Date: Thu, 31 Oct 2002 07:04:12 +1000
From: Peter Darben (spam-protected)
Subject: Gorilla Wankers

—– (from The Age (Melbourne) 31.10.02)

http://www.theage.com.au/articles/2002/10/30/1035683478852.html

Gorilla tactics rejected

October 31 2002 By Phillip Cornford

Kibabu the gorilla’s inability to produce offspring has become an embarrassing industrial issue for Taronga Zoo in Sydney.

The zoo management’s proposal for an artificial insemination program using manual stimulation of the sedated gorilla was vetoed by zookeepers.

“It was too bloody dangerous,” a zookeeper said last night. “What if he woke up?”

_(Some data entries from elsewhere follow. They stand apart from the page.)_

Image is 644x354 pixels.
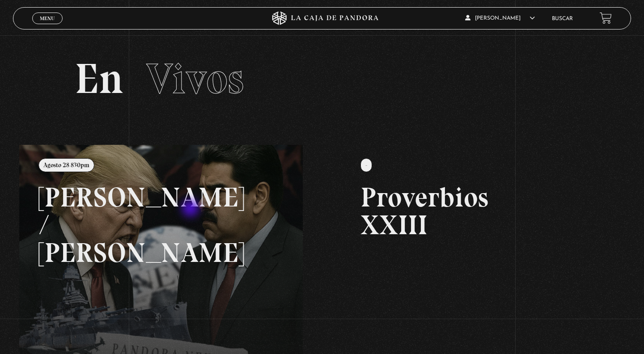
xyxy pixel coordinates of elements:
[40,16,55,21] span: Menu
[465,16,535,21] span: [PERSON_NAME]
[75,58,570,100] h2: En
[37,23,58,30] span: Cerrar
[600,12,612,24] a: View your shopping cart
[146,53,244,104] span: Vivos
[552,16,573,21] a: Buscar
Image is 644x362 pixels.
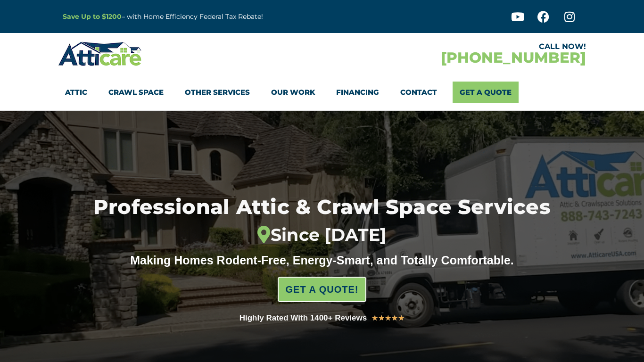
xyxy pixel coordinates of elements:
[322,43,586,50] div: CALL NOW!
[185,81,250,103] a: Other Services
[398,312,404,325] i: ★
[385,312,392,325] i: ★
[271,81,315,103] a: Our Work
[47,225,598,246] div: Since [DATE]
[63,11,368,22] p: – with Home Efficiency Federal Tax Rebate!
[108,81,164,103] a: Crawl Space
[336,81,379,103] a: Financing
[392,312,398,325] i: ★
[112,253,532,267] div: Making Homes Rodent-Free, Energy-Smart, and Totally Comfortable.
[47,197,598,246] h1: Professional Attic & Crawl Space Services
[65,81,87,103] a: Attic
[63,12,122,21] a: Save Up to $1200
[240,312,367,325] div: Highly Rated With 1400+ Reviews
[65,81,579,103] nav: Menu
[286,280,359,299] span: GET A QUOTE!
[278,277,367,302] a: GET A QUOTE!
[400,81,437,103] a: Contact
[453,81,519,103] a: Get A Quote
[372,312,404,325] div: 5/5
[378,312,385,325] i: ★
[372,312,378,325] i: ★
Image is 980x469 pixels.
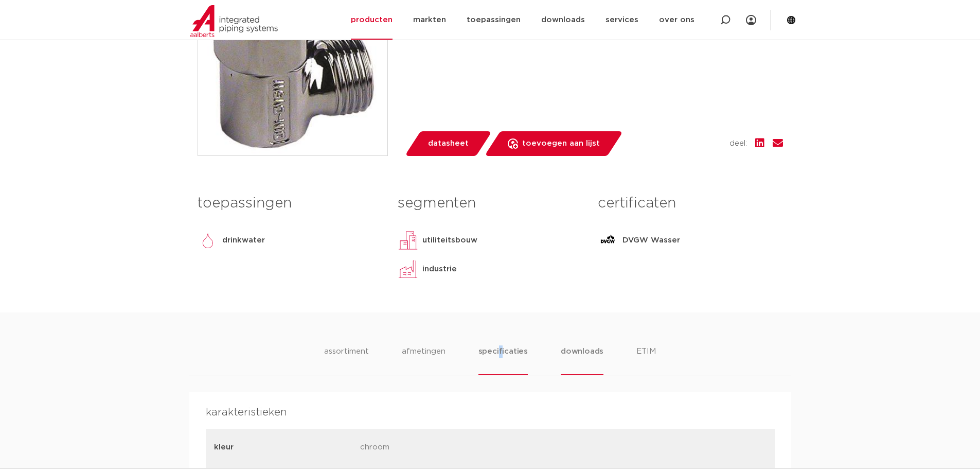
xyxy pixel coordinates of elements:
[402,345,446,375] li: afmetingen
[222,234,265,246] p: drinkwater
[214,441,352,454] p: kleur
[422,234,477,246] p: utiliteitsbouw
[598,193,782,213] h3: certificaten
[198,193,382,213] h3: toepassingen
[636,345,656,375] li: ETIM
[205,404,775,420] h4: karakteristieken
[561,345,603,375] li: downloads
[598,230,619,250] img: DVGW Wasser
[398,193,582,213] h3: segmenten
[478,345,527,375] li: specificaties
[198,230,218,250] img: drinkwater
[422,263,456,275] p: industrie
[398,230,418,250] img: utiliteitsbouw
[324,345,369,375] li: assortiment
[729,138,747,150] span: deel:
[622,234,680,246] p: DVGW Wasser
[522,135,600,151] span: toevoegen aan lijst
[404,131,492,156] a: datasheet
[398,259,418,280] img: industrie
[360,441,498,455] p: chroom
[428,135,469,151] span: datasheet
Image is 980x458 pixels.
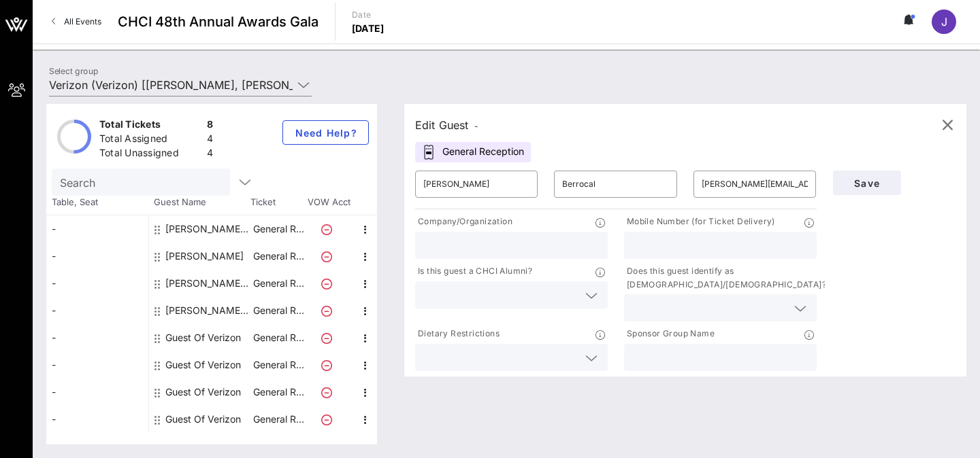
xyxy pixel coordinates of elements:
[47,297,149,324] div: -
[251,351,306,379] p: General R…
[99,117,201,135] div: Total Tickets
[351,22,384,35] p: [DATE]
[165,297,251,324] div: Rudy Espinoza Verizon
[165,405,241,433] div: Guest Of Verizon
[165,379,241,405] div: Guest Of Verizon
[282,120,369,145] button: Need Help?
[250,196,305,210] span: Ticket
[165,324,241,351] div: Guest Of Verizon
[47,242,149,270] div: -
[207,132,213,149] div: 4
[623,264,825,292] p: Does this guest identify as [DEMOGRAPHIC_DATA]/[DEMOGRAPHIC_DATA]?
[165,270,251,297] div: Marcela Zamora Verizon
[415,215,512,229] p: Company/Organization
[47,324,149,351] div: -
[251,270,306,297] p: General R…
[64,16,101,27] span: All Events
[844,178,890,189] span: Save
[251,405,306,433] p: General R…
[941,15,947,28] span: J
[251,216,306,242] p: General R…
[47,351,149,379] div: -
[165,242,243,270] div: Laura Berrocal
[623,327,714,342] p: Sponsor Group Name
[415,264,532,279] p: Is this guest a CHCI Alumni?
[474,121,478,131] span: -
[251,324,306,351] p: General R…
[423,173,529,195] input: First Name*
[47,379,149,405] div: -
[415,116,478,135] div: Edit Guest
[294,127,357,139] span: Need Help?
[623,215,775,229] p: Mobile Number (for Ticket Delivery)
[701,173,807,195] input: Email*
[207,117,213,135] div: 8
[47,405,149,433] div: -
[251,242,306,270] p: General R…
[165,351,241,379] div: Guest Of Verizon
[832,171,901,195] button: Save
[47,216,149,242] div: -
[117,11,319,32] span: CHCI 48th Annual Awards Gala
[207,146,213,163] div: 4
[165,216,251,242] div: Bianca C. Lucero NALEO
[149,196,250,210] span: Guest Name
[99,146,201,163] div: Total Unassigned
[251,379,306,405] p: General R…
[99,132,201,149] div: Total Assigned
[43,11,110,33] a: All Events
[251,297,306,324] p: General R…
[351,8,384,22] p: Date
[562,173,668,195] input: Last Name*
[415,327,499,342] p: Dietary Restrictions
[47,196,149,210] span: Table, Seat
[49,66,98,76] label: Select group
[415,142,531,162] div: General Reception
[932,9,956,34] div: J
[47,270,149,297] div: -
[305,196,352,210] span: VOW Acct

Red-faced Taronga officials last night confirmed the masturbation program was proposed last May, but said there had been no further attempt to employ it. “I believe it’s done in Europe,” a spokesman said. “There’s been a lot of discussion on how to get semen from Kibabu for artificial insemination.”

Instead, Kibabu - whose harem numbers five females - will probably be stimulated by an electrical device, a process called electro-ejaculation. Kibabu’s failure emerged yesterday as about 350 zoo staff planned to stop work at 2pm tomorrow to discuss workplace agreement issues, including wages, working hours, stress and job-related risks.